Following a public relations black eye that involved its pre-generative artificial intelligence and porn deepfakes of pop superstar Taylor Swift, Microsoft is looking to learn by putting in new safeguards.
After the social media site X (formerly Twitter) was flooded with porn deepfakes of celebrity personality Taylor Swift, it wasn’t long before the finger was pointed at Microsoft and its Microsoft Designer tool as the nexus of controversy. According to a report from 404 Media, users of 4chan and Telegram were coordinating text-to-image prompts to produce photorealistic images of Swift using Microsoft Designer.
Despite Microsoft Designer donning a ‘preview tag’ and ultimately being powered by OpenAI’s DALL-E AI system, the blame lies with Microsoft and its CEO Satya Nadella who took to NBC News last week to do as much PR clean up as possible.
When asked about the potential for Microsoft’s AI technology to cause additional harm in the future, Nadella admitted that the news about Swift was “alarming and terrible,” and that the company must “move fast” to prevent nonconsensual sexually explicit deepfake images by putting in some undisclosed guardrails.
“I think we all benefit when the online world is a safe world. And so I don’t think anyone would want an online world that is completely not safe for both content creators and content consumers. So therefore, I think it behooves us to move fast on this.”
Microsoft CEO Satya Nadella
While Microsoft hasn’t publicly disclosed what new safeguards or filters it’s put in place since the incident, Nadella has claimed that the company’s AI engineers have made some adjustments to the text filtering prompts and have not been able to reproduce similar images of Swift with the updated explicit content filters in place.
404 Media has also independently confirmed that it could not reproduce the deepfake images of Swift or other celebrities since Microsoft applied its new filtering guardrails.
Prior to Microsoft’s late changes to its Microsoft Designer service, deepfake images produced by the AI tool had been seen 27 million times on X, and the company’s previous filters were easily bypassed by misspellings, nor did they require any explicitly sexual language to create.
Perhaps, due to the nature of its partnered application and not owning the full stack of technology, Microsoft has been relatively reckless with its AI technologies as it looks to gain both mind and market share among potential users. Unfortunately, Nadella may be trotted out to do several more supplemental interviews and answer further privacy and security questions if Microsoft can successfully push AI usage mainstream.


* **What you have to do**: A faithful copy of all the data is the goal; omit the pictures.

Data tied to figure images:
/---

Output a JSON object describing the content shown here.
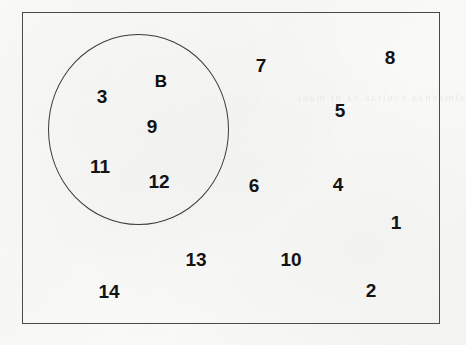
{
  "diagram": {
    "type": "venn",
    "title": "",
    "background_color": "#f8f8f7",
    "ink_color": "#131313",
    "border_color": "#4a4a4a",
    "bleed_through_text": "almeenaa  eoniiaa  oa ni  maoi"
  },
  "universal_set": {
    "name": "universal-set",
    "shape": "rectangle",
    "x": 22,
    "y": 12,
    "width": 418,
    "height": 312
  },
  "sets": [
    {
      "label": "B",
      "shape": "circle",
      "x": 48,
      "y": 34,
      "width": 181,
      "height": 191,
      "label_x": 161,
      "label_y": 81,
      "members": [
        3,
        9,
        11,
        12
      ]
    }
  ],
  "elements": [
    {
      "value": "3",
      "x": 102,
      "y": 96,
      "region": "inside-B"
    },
    {
      "value": "9",
      "x": 152,
      "y": 126,
      "region": "inside-B"
    },
    {
      "value": "11",
      "x": 100,
      "y": 166,
      "region": "inside-B"
    },
    {
      "value": "12",
      "x": 159,
      "y": 181,
      "region": "inside-B"
    },
    {
      "value": "7",
      "x": 261,
      "y": 65,
      "region": "outside-B"
    },
    {
      "value": "8",
      "x": 390,
      "y": 57,
      "region": "outside-B"
    },
    {
      "value": "5",
      "x": 340,
      "y": 110,
      "region": "outside-B"
    },
    {
      "value": "6",
      "x": 254,
      "y": 185,
      "region": "outside-B"
    },
    {
      "value": "4",
      "x": 338,
      "y": 184,
      "region": "outside-B"
    },
    {
      "value": "1",
      "x": 396,
      "y": 222,
      "region": "outside-B"
    },
    {
      "value": "13",
      "x": 196,
      "y": 259,
      "region": "outside-B"
    },
    {
      "value": "10",
      "x": 291,
      "y": 259,
      "region": "outside-B"
    },
    {
      "value": "14",
      "x": 109,
      "y": 291,
      "region": "outside-B"
    },
    {
      "value": "2",
      "x": 371,
      "y": 290,
      "region": "outside-B"
    }
  ]
}
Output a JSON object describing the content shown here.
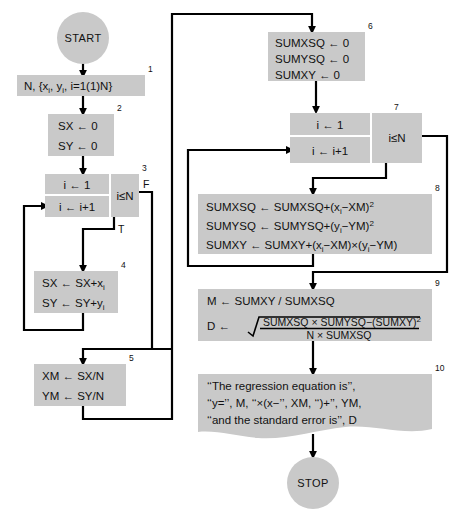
{
  "figure": {
    "type": "flowchart",
    "palette": {
      "box_fill": "#c9c9c9",
      "line": "#000000",
      "background": "#ffffff"
    }
  },
  "terminals": {
    "start": "START",
    "stop": "STOP"
  },
  "boxes": {
    "b1": {
      "number": "1",
      "lines": [
        "N,  {x",
        "i",
        ",  y",
        "i",
        ",  i=1(1)N}"
      ],
      "text": "N, {xi, yi, i=1(1)N}"
    },
    "b2": {
      "number": "2",
      "line1": "SX  ←  0",
      "line2": "SY  ←  0"
    },
    "b3": {
      "number": "3",
      "init": "i  ←  1",
      "incr": "i  ←  i+1",
      "cond": "i≤N",
      "true_label": "T",
      "false_label": "F"
    },
    "b4": {
      "number": "4",
      "line1": "SX  ←  SX+x",
      "line1sub": "i",
      "line2": "SY  ←  SY+y",
      "line2sub": "i"
    },
    "b5": {
      "number": "5",
      "line1": "XM  ←  SX/N",
      "line2": "YM  ←  SY/N"
    },
    "b6": {
      "number": "6",
      "line1": "SUMXSQ  ←  0",
      "line2": "SUMYSQ  ←  0",
      "line3": "SUMXY  ←  0"
    },
    "b7": {
      "number": "7",
      "init": "i  ←  1",
      "incr": "i  ←  i+1",
      "cond": "i≤N"
    },
    "b8": {
      "number": "8",
      "line1a": "SUMXSQ  ←  SUMXSQ+(x",
      "line1b": "i",
      "line1c": "−XM)",
      "line1d": "2",
      "line2a": "SUMYSQ  ←  SUMYSQ+(y",
      "line2b": "i",
      "line2c": "−YM)",
      "line2d": "2",
      "line3a": "SUMXY  ←  SUMXY+(x",
      "line3b": "i",
      "line3c": "−XM)×(y",
      "line3d": "i",
      "line3e": "−YM)"
    },
    "b9": {
      "number": "9",
      "line1": "M  ←  SUMXY / SUMXSQ",
      "d_label": "D  ←",
      "numerator_a": "SUMXSQ × SUMYSQ−(SUMXY)",
      "numerator_sup": "2",
      "denominator": "N × SUMXSQ"
    },
    "b10": {
      "number": "10",
      "line1": "‘‘The regression equation is’’,",
      "line2": "‘‘y=’’,  M,  ‘‘×(x−’’,  XM,  ‘‘)+’’,  YM,",
      "line3": "‘‘and the standard error is’’,  D"
    }
  }
}
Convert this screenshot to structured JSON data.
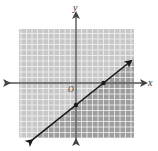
{
  "chart_data": {
    "type": "line",
    "title": "",
    "xlabel": "x",
    "ylabel": "y",
    "origin_label": "O",
    "grid": true,
    "xlim": [
      -10,
      10
    ],
    "ylim": [
      -10,
      10
    ],
    "series": [
      {
        "name": "boundary line",
        "equation": "y = (4/5)x - 4",
        "slope": 0.8,
        "intercept": -4,
        "x": [
          -8,
          10
        ],
        "y": [
          -10.4,
          4
        ],
        "marked_points": [
          {
            "x": 0,
            "y": -4
          },
          {
            "x": 5,
            "y": 0
          }
        ],
        "arrows": "both ends"
      }
    ],
    "shaded_region": "below the line (darker gray), above the line lighter gray",
    "colors": {
      "region_light": "#c8c8c8",
      "region_dark": "#9e9e9e",
      "grid_line": "#f2f2f2",
      "axis": "#555555",
      "line": "#1a1a1a"
    }
  },
  "labels": {
    "x_axis": "x",
    "y_axis": "y",
    "origin": "O"
  }
}
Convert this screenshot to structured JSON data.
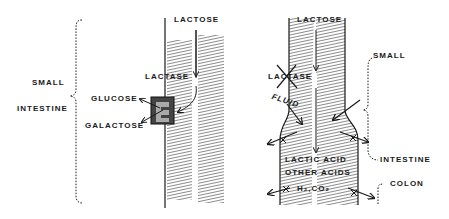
{
  "diagram": {
    "left_panel": {
      "labels": {
        "lactose": "LACTOSE",
        "lactase": "LACTASE",
        "glucose": "GLUCOSE",
        "galactose": "GALACTOSE",
        "small": "SMALL",
        "intestine": "INTESTINE"
      }
    },
    "right_panel": {
      "labels": {
        "lactose": "LACTOSE",
        "lactase": "LACTASE",
        "fluid": "FLUID",
        "lactic_acid": "LACTIC ACID",
        "other_acids": "OTHER ACIDS",
        "gases": "H₂,CO₂",
        "small": "SMALL",
        "intestine": "INTESTINE",
        "colon": "COLON"
      }
    },
    "colors": {
      "ink": "#1a1a1a",
      "hatch": "#555555",
      "background": "#ffffff"
    }
  }
}
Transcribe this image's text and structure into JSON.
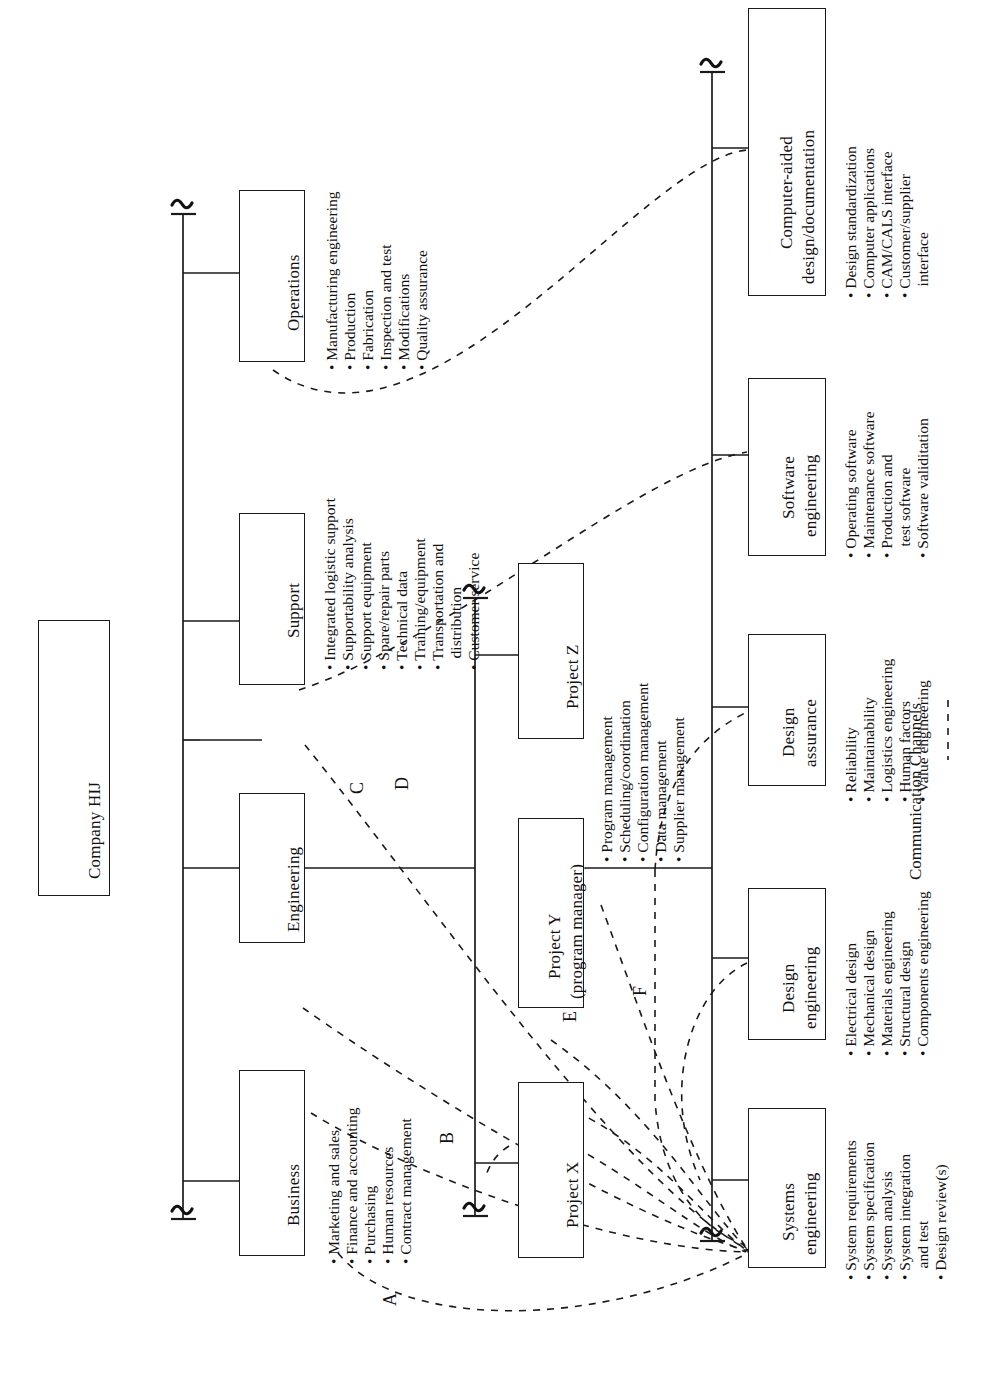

\---

* **Result of this exercise**:
Output a JSON object describing the content shown here.
{
  "diagram": {
    "type": "venn",
    "title": "",
    "background_color": "#f8f8f7",
    "ink_color": "#131313",
    "border_color": "#4a4a4a",
    "bleed_through_text": "almeenaa  eoniiaa  oa ni  maoi"
  },
  "universal_set": {
    "name": "universal-set",
    "shape": "rectangle",
    "x": 22,
    "y": 12,
    "width": 418,
    "height": 312
  },
  "sets": [
    {
      "label": "B",
      "shape": "circle",
      "x": 48,
      "y": 34,
      "width": 181,
      "height": 191,
      "label_x": 161,
      "label_y": 81,
      "members": [
        3,
        9,
        11,
        12
      ]
    }
  ],
  "elements": [
    {
      "value": "3",
      "x": 102,
      "y": 96,
      "region": "inside-B"
    },
    {
      "value": "9",
      "x": 152,
      "y": 126,
      "region": "inside-B"
    },
    {
      "value": "11",
      "x": 100,
      "y": 166,
      "region": "inside-B"
    },
    {
      "value": "12",
      "x": 159,
      "y": 181,
      "region": "inside-B"
    },
    {
      "value": "7",
      "x": 261,
      "y": 65,
      "region": "outside-B"
    },
    {
      "value": "8",
      "x": 390,
      "y": 57,
      "region": "outside-B"
    },
    {
      "value": "5",
      "x": 340,
      "y": 110,
      "region": "outside-B"
    },
    {
      "value": "6",
      "x": 254,
      "y": 185,
      "region": "outside-B"
    },
    {
      "value": "4",
      "x": 338,
      "y": 184,
      "region": "outside-B"
    },
    {
      "value": "1",
      "x": 396,
      "y": 222,
      "region": "outside-B"
    },
    {
      "value": "13",
      "x": 196,
      "y": 259,
      "region": "outside-B"
    },
    {
      "value": "10",
      "x": 291,
      "y": 259,
      "region": "outside-B"
    },
    {
      "value": "14",
      "x": 109,
      "y": 291,
      "region": "outside-B"
    },
    {
      "value": "2",
      "x": 371,
      "y": 290,
      "region": "outside-B"
    }
  ]
}
Output a JSON object describing the content shown here.
{
  "figure": {
    "type": "flowchart",
    "palette": {
      "box_fill": "#c9c9c9",
      "line": "#000000",
      "background": "#ffffff"
    }
  },
  "terminals": {
    "start": "START",
    "stop": "STOP"
  },
  "boxes": {
    "b1": {
      "number": "1",
      "lines": [
        "N,  {x",
        "i",
        ",  y",
        "i",
        ",  i=1(1)N}"
      ],
      "text": "N, {xi, yi, i=1(1)N}"
    },
    "b2": {
      "number": "2",
      "line1": "SX  ←  0",
      "line2": "SY  ←  0"
    },
    "b3": {
      "number": "3",
      "init": "i  ←  1",
      "incr": "i  ←  i+1",
      "cond": "i≤N",
      "true_label": "T",
      "false_label": "F"
    },
    "b4": {
      "number": "4",
      "line1": "SX  ←  SX+x",
      "line1sub": "i",
      "line2": "SY  ←  SY+y",
      "line2sub": "i"
    },
    "b5": {
      "number": "5",
      "line1": "XM  ←  SX/N",
      "line2": "YM  ←  SY/N"
    },
    "b6": {
      "number": "6",
      "line1": "SUMXSQ  ←  0",
      "line2": "SUMYSQ  ←  0",
      "line3": "SUMXY  ←  0"
    },
    "b7": {
      "number": "7",
      "init": "i  ←  1",
      "incr": "i  ←  i+1",
      "cond": "i≤N"
    },
    "b8": {
      "number": "8",
      "line1a": "SUMXSQ  ←  SUMXSQ+(x",
      "line1b": "i",
      "line1c": "−XM)",
      "line1d": "2",
      "line2a": "SUMYSQ  ←  SUMYSQ+(y",
      "line2b": "i",
      "line2c": "−YM)",
      "line2d": "2",
      "line3a": "SUMXY  ←  SUMXY+(x",
      "line3b": "i",
      "line3c": "−XM)×(y",
      "line3d": "i",
      "line3e": "−YM)"
    },
    "b9": {
      "number": "9",
      "line1": "M  ←  SUMXY / SUMXSQ",
      "d_label": "D  ←",
      "numerator_a": "SUMXSQ × SUMYSQ−(SUMXY)",
      "numerator_sup": "2",
      "denominator": "N × SUMXSQ"
    },
    "b10": {
      "number": "10",
      "line1": "‘‘The regression equation is’’,",
      "line2": "‘‘y=’’,  M,  ‘‘×(x−’’,  XM,  ‘‘)+’’,  YM,",
      "line3": "‘‘and the standard error is’’,  D"
    }
  }
}
Convert this screenshot to structured JSON data.
{
  "chart_data": {
    "type": "line",
    "title": "",
    "xlabel": "x",
    "ylabel": "y",
    "origin_label": "O",
    "grid": true,
    "xlim": [
      -10,
      10
    ],
    "ylim": [
      -10,
      10
    ],
    "series": [
      {
        "name": "boundary line",
        "equation": "y = (4/5)x - 4",
        "slope": 0.8,
        "intercept": -4,
        "x": [
          -8,
          10
        ],
        "y": [
          -10.4,
          4
        ],
        "marked_points": [
          {
            "x": 0,
            "y": -4
          },
          {
            "x": 5,
            "y": 0
          }
        ],
        "arrows": "both ends"
      }
    ],
    "shaded_region": "below the line (darker gray), above the line lighter gray",
    "colors": {
      "region_light": "#c8c8c8",
      "region_dark": "#9e9e9e",
      "grid_line": "#f2f2f2",
      "axis": "#555555",
      "line": "#1a1a1a"
    }
  },
  "labels": {
    "x_axis": "x",
    "y_axis": "y",
    "origin": "O"
  }
}
Convert this screenshot to structured JSON data.
{
  "diagram": {
    "left_panel": {
      "labels": {
        "lactose": "LACTOSE",
        "lactase": "LACTASE",
        "glucose": "GLUCOSE",
        "galactose": "GALACTOSE",
        "small": "SMALL",
        "intestine": "INTESTINE"
      }
    },
    "right_panel": {
      "labels": {
        "lactose": "LACTOSE",
        "lactase": "LACTASE",
        "fluid": "FLUID",
        "lactic_acid": "LACTIC ACID",
        "other_acids": "OTHER ACIDS",
        "gases": "H₂,CO₂",
        "small": "SMALL",
        "intestine": "INTESTINE",
        "colon": "COLON"
      }
    },
    "colors": {
      "ink": "#1a1a1a",
      "hatch": "#555555",
      "background": "#ffffff"
    }
  }
}
Transcribe this image's text and structure into JSON.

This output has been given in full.